Re: [PATCH 00/26] AIO performance improvements/cleanups, v2
From: Jens Axboe
Date: Sat Dec 15 2012 - 07:59:48 EST
On 2012-12-15 11:36, Kent Overstreet wrote:
> On Sat, Dec 15, 2012 at 10:46:32AM +0100, Jens Axboe wrote:
>> On 2012-12-15 10:25, Kent Overstreet wrote:
>>> Cool, thanks for the numbers!
>>>
>>> I suspect the difference is due to contention on the ringbuffer,
>>> completion side. You didn't enable my batched completion stuff, did you?
>>
>> No, haven't tried the batching yet.
>>
>>> I suspect the numbers would look quite a bit different with that,
>>> based on my own profiling. If the driver for the device you're testing
>>> on is open source, I'd be happy to do the conversion (it's a 5 minute
>>> job).
>>
>> Knock yourself out - I already took a quick look at it, and conversion
>> should be pretty simple. It's the mtip32xx driver, it's in the kernel. I
>> would suggest getting rid of the ->async_callback() (since it's always
>> bio_endio()) since that'll make it cleaner.
>
> Just pushed my conversion - it's untested, but it's pretty
> straightforward.
Let me give it a whirl. It'll likely improve the situation, since we are
CPU limited at this point. I will definitely add the batching on my side
too, it's a clear win for the (usual) case of reaping multiple
completion events per IRQ.
>>> since I looked at your patch but you're getting rid of the aio
>>> ringbuffer and using a linked list instead, right? My batched completion
>>> stuff should still benefit that case.
>>
>> Yes, I make the ring interface optional. Basically you tell aio to use
>> the ring or not at io_queue_init() time. If you don't care about the
>> ring, we can use a lockless list for the completions.
>
> Yeah, it is a good idea - I'm certainly not attached to the current
> ringbuffer implementation (though a ringbuffer isn't a terrible idea if
> we had one that was implemented correctly).

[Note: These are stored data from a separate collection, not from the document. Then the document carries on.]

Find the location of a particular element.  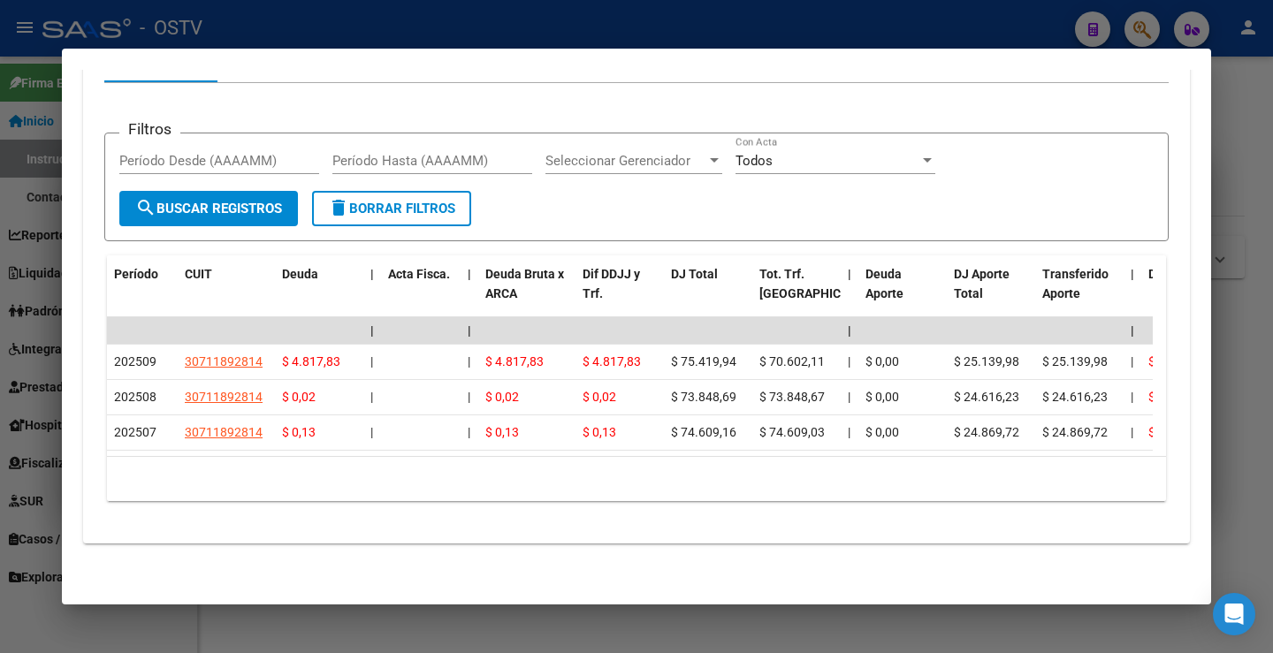

datatable-header-cell: DJ Aporte Total is located at coordinates (991, 294).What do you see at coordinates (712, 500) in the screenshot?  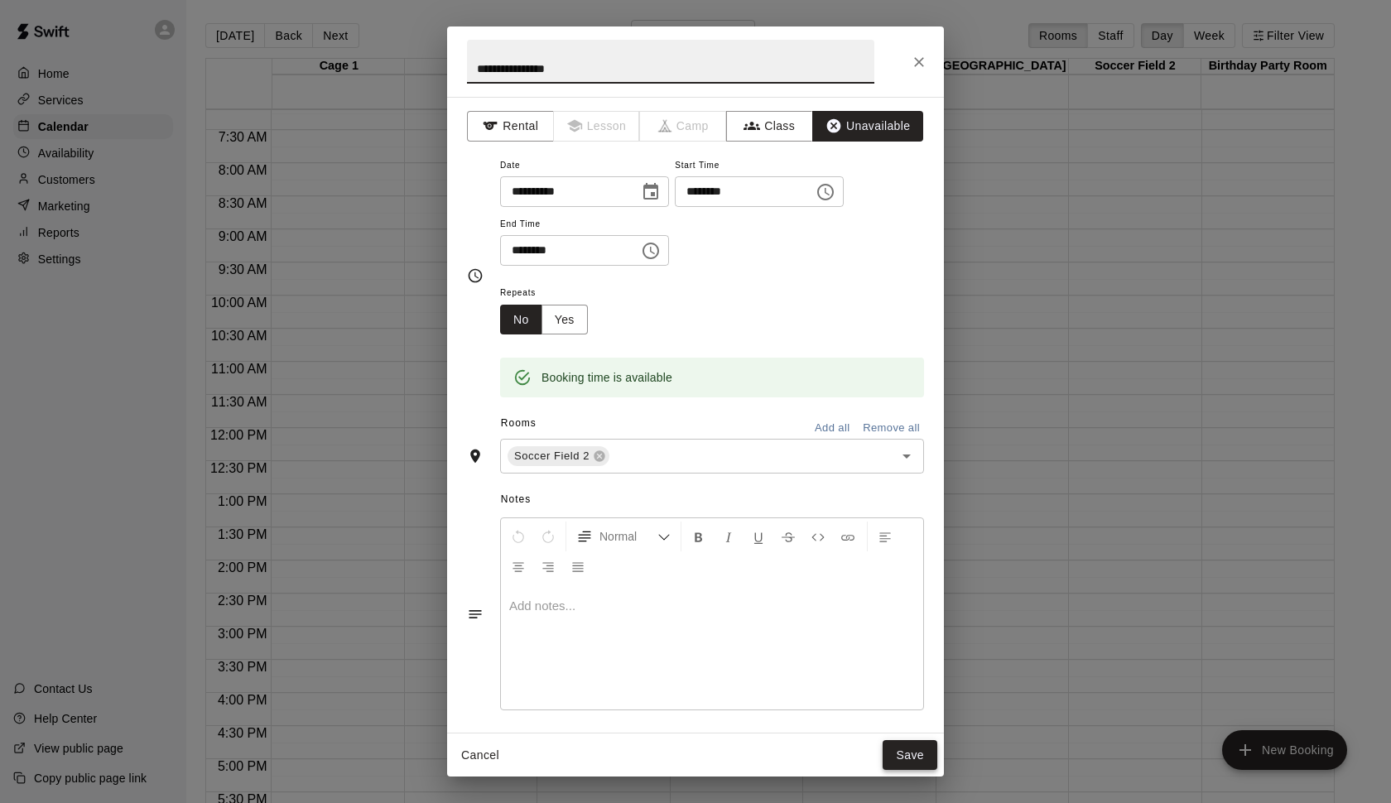 I see `span: Notes` at bounding box center [712, 500].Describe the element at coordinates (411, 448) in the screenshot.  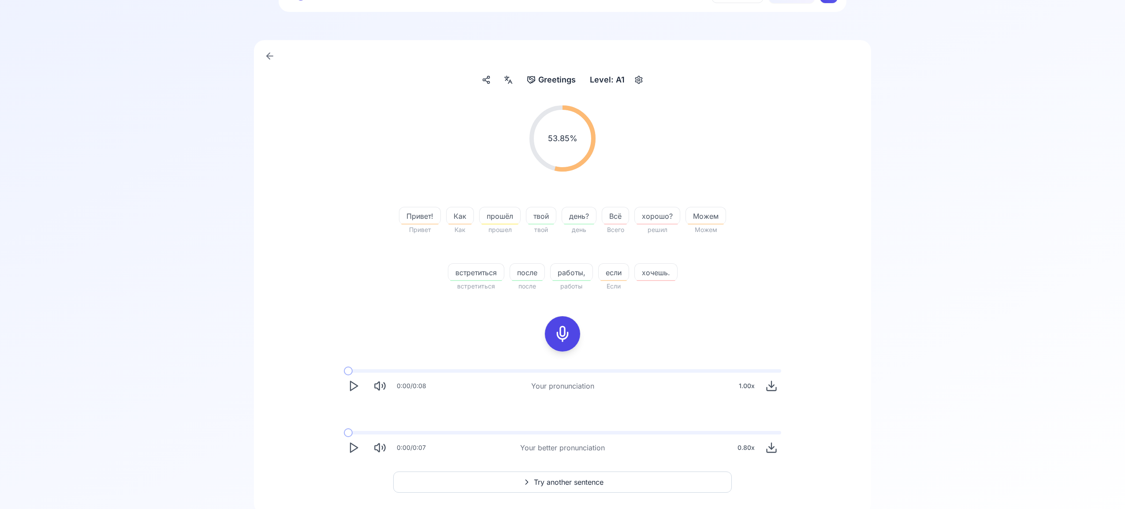
I see `div: 0:00 / 0:07` at that location.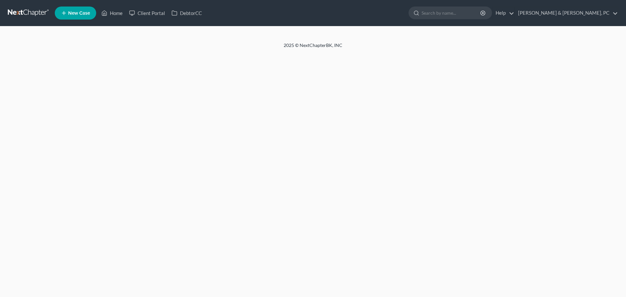 The height and width of the screenshot is (297, 626). Describe the element at coordinates (112, 13) in the screenshot. I see `a: Home` at that location.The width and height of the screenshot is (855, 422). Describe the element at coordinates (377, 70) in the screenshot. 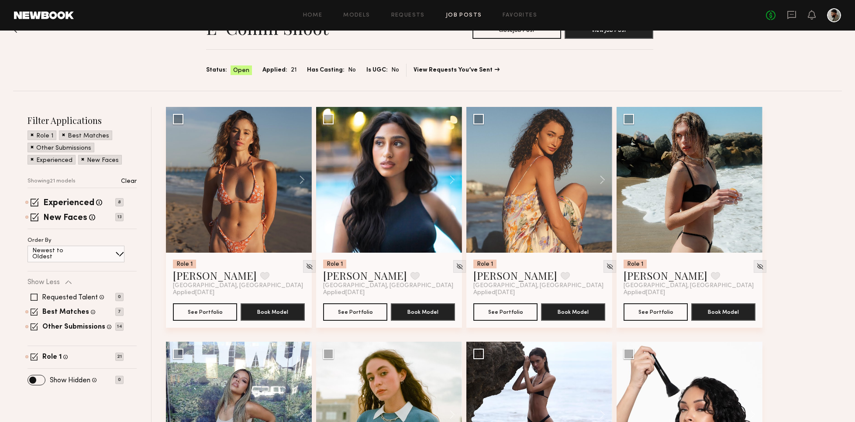

I see `span: Is UGC:` at that location.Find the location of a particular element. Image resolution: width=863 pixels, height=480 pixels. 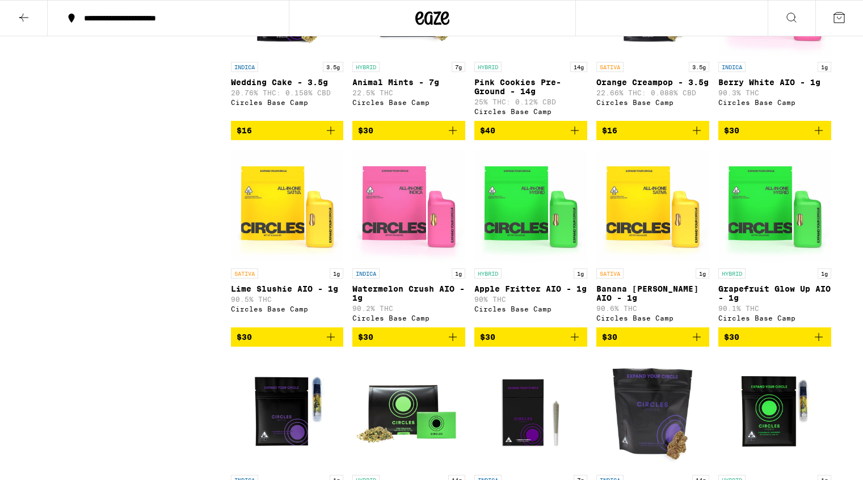

p: 90.1% THC is located at coordinates (774, 308).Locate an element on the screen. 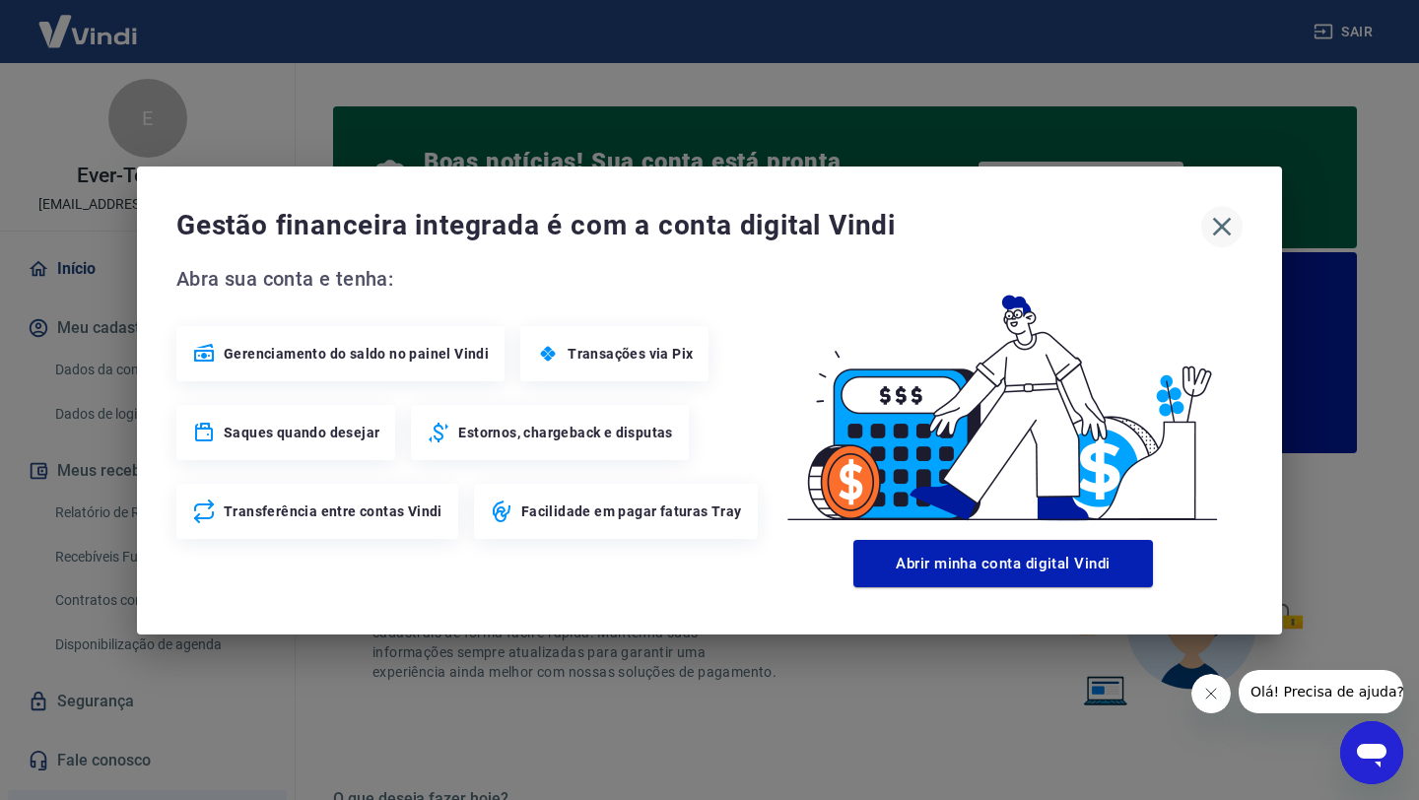 This screenshot has height=800, width=1419. span: Gerenciamento do saldo no painel Vindi is located at coordinates (356, 354).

I agree, ringbuffer isn't necessarily a bad interface. But the fact is
that:
1) Current ringbuffer is broken
2) And nobody uses it
So as an interface, I think it's dead.
>> You completely remove the cancel, I just make it optional for the gadget
>> case. I'm fine with either of them, though I did not look at your usb
>> change in detail. If it's clean, I suspect we should just kill cancel
>> completion as you did.
>
> We (Zach and I) actually made it optional too, more or less - I haven't
> looked at how you did it yet, but in my tree the linked list is there,
> but the kiocb isn't added to the kioctx's list until something sets a
> cancel function.
Sounds like the same approach I took - list is still there, and whether
the node is empty or not signifies whether we need to lock and remove
the entry on completion.
>>> Though - hrm, I'd have expected getting rid of the cancellation linked
>>> list to make a bigger difference and both our patchsets do that.
>>
>> The machine in question runs out of oomph, which is hampering the
>> results. I should have it beefed up next week. It's running E5-2630
>> right now, will move to E5-2690. I think that should make the results
>> clearer.
>
> Well, the fact that it's cpu bound just means the throughput numbers for
> our various patches are different... and what I'm really interested in
> is the profiles, I can't think of any reason cpu speed would affect that
> much.
Sure, that's a given, since they have the same horse power available and
the setup is identical (same process pinning, irq pinning, etc).